Video steers student into texting foes' camp

Teen steers into texting foes' camp
By Martha Stoddard
WORLD-HERALD BUREAU

LINCOLN — Like most of her friends, Jillian Humphries used to consider herself a whiz at sending text messages from behind a steering wheel.

“For most of us, texting and driving was a daily event,” the Benson High School student told state lawmakers.

The teenager reformed her ways after seeing a graphic video made in the United Kingdom. The video is a dramatization of a head-on crash caused by a teen driver sending a text message.

Now, although Humphries admits it is a daily test of will, she neither texts nor talks on a cell phone while driving.

She appeared Tuesday before the Legislature's Transportation and Telecommunications Committee to support a bill that would ban texting while driving in Nebraska.

Legislative Bill 845, introduced by State Sen. John Harms of Scottsbluff, would apply to drivers of all ages.

Under the bill, a first offense would mean a $200 fine and the loss of three points on one's driver's license. The fine would be $300 for a second offense and $500 for a third or subsequent offense.

Harms said texting while driving has become a widespread problem and is getting worse.

“It's a tragedy waiting to happen, not only in this nation, but in this great state,” he said. “I believe lives are at stake every day.”

He said the growing popularity of text messaging has led to growing concern about driving safety.

The number of text messages sent monthly has exploded from 7.2 billion in 2005 to 135.2 billion last year, according to CTIA, a wireless telecommunications industry group.

Nearly one in five people who own cell phones admitted, in a 2008 survey, to reading or sending texts while driving.

The result is that texting caused between 200,000 and 1 million accidents during 2008, according to an analysis by the National Safety Council.

The council estimated that about 1 percent of drivers were texting at any given moment in 2008 but that such drivers accounted for between 3 percent and 18 percent of accidents.

Harm said Nebraska would not be the first state to ban texting by drivers.

Nineteen other states ban texting by all drivers, while nine ban it for young drivers. Nebraska bans texting and cell phone use by teens with learner's permits or provisional driver's licenses.

Bans also apply to federal employees who drive government vehicles and to commercial truck and bus drivers.

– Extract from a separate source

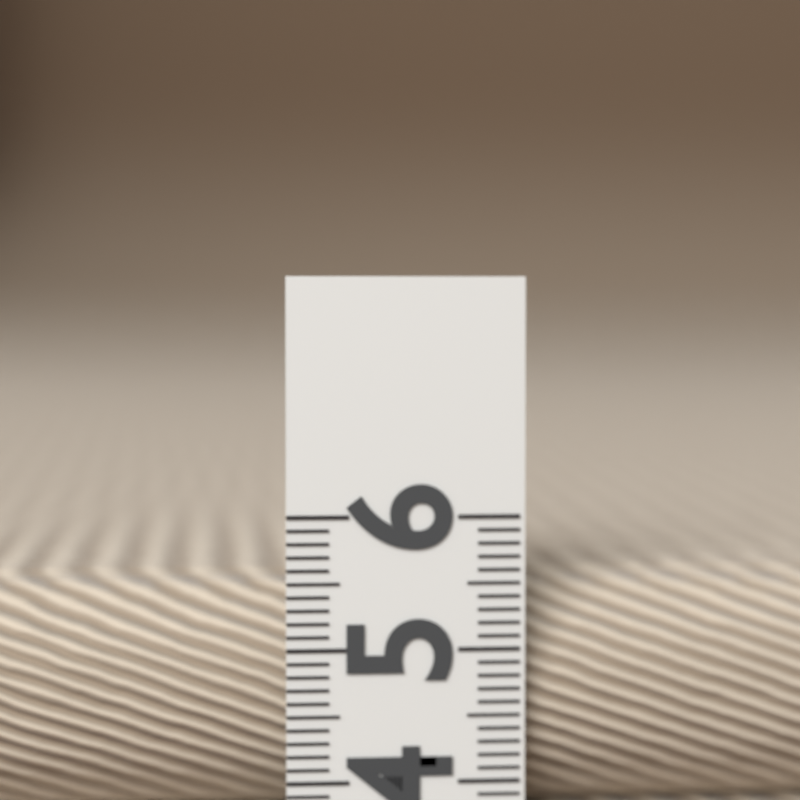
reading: 5.5 (no unit)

And just Tuesday, an Iowa House committee approved a limited ban on people texting while driving.

Harms noted that he is often asked whether a ban could be enforced. He said law enforcement officials say they can usually tell whether someone is texting by their erratic driving. Texting drivers will speed up, slow down or veer into another lane.

No one appeared in opposition to LB 845. The committee took no immediate action on the bill.

The committee also heard testimony on a bill that would ban cell phone use by school bus drivers, including employees of private companies that drive students under a contract with a school. LB 697 was proposed by a group of students from Lincoln East High School.